Monday, March 02, 2009

Feasting on Carrion

The NY Daily News' I-Team focused yesterday on the tawdry pay for play machinations of our new White House policy advisor-the developer's munecho-Adolfo Carrion: "The man who is President Obama's newly minted urban czar pocketed thousands of dollars in campaign cash from city developers whose projects he approved or funded with taxpayers' money, a Daily News probe found. Bronx Borough President Adolfo Carrion often received contributions just before or after he sponsored money for projects or approved important zoning changes, records show."

On project after project AC was a friend, not to the communities or minority businesses who could have used the support of the city's highest ranking Hispanic legislator, but to those real estate interests whose projects were often antithetical to real community needs. Nothing was more emblematic of this sell-out philosophy than AC's shilling for the destruction of the Bronx Terminal Market, and the subsequent building of the Gateway Mall by Related.

Here, not only were the merchants evicted, without so much as a meager helping hand from the Bronx BP (after Carrion called the market a, "commercial ghetto"); but the resulting project will generate 125,000! cars and trucks a week to the area of the South Bronx known as "asthma alley." As the News points out, and as we have commented extensively on:

"Developer Related Companies' subsidiary, BTM Development Partners, needed Carrion and the city Planning Commission to change zoning, modify height restrictions and approve permits for parking spaces. As the project moved forward, the neighborhood railed about increased traffic and the impact the chain stores would have on local businesses. All the while Related executives wrote campaign checks to Carrion. On March 10, 2005, five $1,000 donations from Related executives arrived. On June 20, 2005, the company notified the city it planned to build a 1 million-square-foot retail center with 2,610 parking spaces and a 250-room hotel. On Oct. 19, 2005, Carrion approved the project, with his office monitoring local hiring. Since 2003, Carrion has received $39,100 from 24 Gateway-related donations."

Adding insult to injury, Carrion proceeded to usurp the community's role in the development of a community benefits agreement. As we highlighted at the time:

"The negotiation process for this CBA was incredibly, incredibly flawed:

• Normally CBAs are negotiated prior to the land use review process so that community coalitions can have leverage over developers. The opposite occurred with the Gateway CBA. Brainstorming for the document only began in November after City Planning Certification, Community Board approval, and the Borough President’s “Yes” vote. The agreement was finalized two days prior to the City Council’s approval.

• There was no independent community coalition. The community-based organizations involved in the initial brainstorming (“the taskforce”) were handpicked by BOEDC and Borough President Carrion. When certain group representatives said or did things that upset the Borough President they were kicked out of the negotiating group.

• None of the taskforce members had CBA negotiating experience

• The taskforce was not given legal representation

• Unknown to the participants, representatives from Related were in the room while the taskforce brainstormed

• The taskforce never negotiated directly with Related. Final negotiations occurred between Bronx elected officials and the developer. For this reason the final CBA is a very watered down version of what the community asked for.

• Most of the City Council never had the chance to read the CBA. The final copy was sent to the Council the morning of the project’s approval."

And, as we pointed out in this morning's NY Times focus on Carrion: "It’s ironic that President Obama hired Adolfo Carrión, whose record in the Bronx at every turn thwarted the interest of the community, and yet the president started his career as a community organizer,” said Richard Lipsky, a lobbyist for the market’s former merchants." The NY Daily News followed up its expose yesterday as well, and we told the paper: "Carrión's acted in such a perverse manner to really go out of his way to thwart community and small-business concerns," Lipsky charged."

So Carrion, someone with both good looks and charm-if not good judgment-leaves a legacy of abandoning genuine community interests; both substantively as well as procedurally, to go to work for the ultimate community organizer. Either Obama has taken a real audacious leap of faith here-suspending all disbelief-or Carrion will hopefully transform himself into a shrewd analyst of urban problems. Anyone want to take the under/over here?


_Problem requirements_. Transcribe every record beneath, precisely as written.

_Records shown_.
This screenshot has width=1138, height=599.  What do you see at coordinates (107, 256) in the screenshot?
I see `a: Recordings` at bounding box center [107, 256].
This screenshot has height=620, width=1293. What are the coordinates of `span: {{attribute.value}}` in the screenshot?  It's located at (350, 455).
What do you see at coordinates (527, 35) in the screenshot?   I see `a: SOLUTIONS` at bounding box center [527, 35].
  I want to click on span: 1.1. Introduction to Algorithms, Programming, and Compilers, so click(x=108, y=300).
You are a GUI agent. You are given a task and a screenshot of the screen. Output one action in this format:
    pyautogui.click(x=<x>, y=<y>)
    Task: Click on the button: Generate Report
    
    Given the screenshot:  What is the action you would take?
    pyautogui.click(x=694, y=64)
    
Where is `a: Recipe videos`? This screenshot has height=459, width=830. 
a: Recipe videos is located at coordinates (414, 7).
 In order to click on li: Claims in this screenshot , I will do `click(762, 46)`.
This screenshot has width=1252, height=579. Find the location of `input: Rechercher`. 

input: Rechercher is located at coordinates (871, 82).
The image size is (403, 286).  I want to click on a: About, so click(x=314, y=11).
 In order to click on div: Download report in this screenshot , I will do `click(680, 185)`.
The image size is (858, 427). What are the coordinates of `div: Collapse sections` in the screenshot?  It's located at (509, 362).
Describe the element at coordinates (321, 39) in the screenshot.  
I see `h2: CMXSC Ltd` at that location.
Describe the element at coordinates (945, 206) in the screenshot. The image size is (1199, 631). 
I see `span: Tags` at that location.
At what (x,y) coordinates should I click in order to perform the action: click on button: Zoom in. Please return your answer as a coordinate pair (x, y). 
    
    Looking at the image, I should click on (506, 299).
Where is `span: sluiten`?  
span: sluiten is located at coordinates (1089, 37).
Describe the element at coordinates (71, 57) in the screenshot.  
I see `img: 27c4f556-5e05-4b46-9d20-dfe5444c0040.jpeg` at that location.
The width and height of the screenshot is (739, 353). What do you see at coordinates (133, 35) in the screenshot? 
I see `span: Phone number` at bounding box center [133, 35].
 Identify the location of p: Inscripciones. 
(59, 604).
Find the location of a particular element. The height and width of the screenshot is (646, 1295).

_Solution to the exercise_.
This screenshot has width=1138, height=599.  What do you see at coordinates (107, 256) in the screenshot?
I see `a: Recordings` at bounding box center [107, 256].
This screenshot has height=620, width=1293. What are the coordinates of `span: {{attribute.value}}` in the screenshot?  It's located at (350, 455).
What do you see at coordinates (527, 35) in the screenshot?   I see `a: SOLUTIONS` at bounding box center [527, 35].
  I want to click on span: 1.1. Introduction to Algorithms, Programming, and Compilers, so click(x=108, y=300).
You are a GUI agent. You are given a task and a screenshot of the screen. Output one action in this format:
    pyautogui.click(x=<x>, y=<y>)
    Task: Click on the button: Generate Report
    
    Given the screenshot:  What is the action you would take?
    pyautogui.click(x=694, y=64)
    
Where is `a: Recipe videos`? This screenshot has height=459, width=830. 
a: Recipe videos is located at coordinates (414, 7).
 In order to click on li: Claims in this screenshot , I will do `click(762, 46)`.
This screenshot has width=1252, height=579. Find the location of `input: Rechercher`. 

input: Rechercher is located at coordinates (871, 82).
The image size is (403, 286).  I want to click on a: About, so click(x=314, y=11).
 In order to click on div: Download report in this screenshot , I will do `click(680, 185)`.
The image size is (858, 427). What are the coordinates of `div: Collapse sections` in the screenshot?  It's located at (509, 362).
Describe the element at coordinates (321, 39) in the screenshot.  
I see `h2: CMXSC Ltd` at that location.
Describe the element at coordinates (945, 206) in the screenshot. The image size is (1199, 631). 
I see `span: Tags` at that location.
At what (x,y) coordinates should I click in order to perform the action: click on button: Zoom in. Please return your answer as a coordinate pair (x, y). 
    
    Looking at the image, I should click on (506, 299).
Where is `span: sluiten`?  
span: sluiten is located at coordinates (1089, 37).
Describe the element at coordinates (71, 57) in the screenshot.  
I see `img: 27c4f556-5e05-4b46-9d20-dfe5444c0040.jpeg` at that location.
The width and height of the screenshot is (739, 353). What do you see at coordinates (133, 35) in the screenshot? 
I see `span: Phone number` at bounding box center [133, 35].
 Identify the location of p: Inscripciones. 
(59, 604).
Find the location of a particular element. The height and width of the screenshot is (646, 1295).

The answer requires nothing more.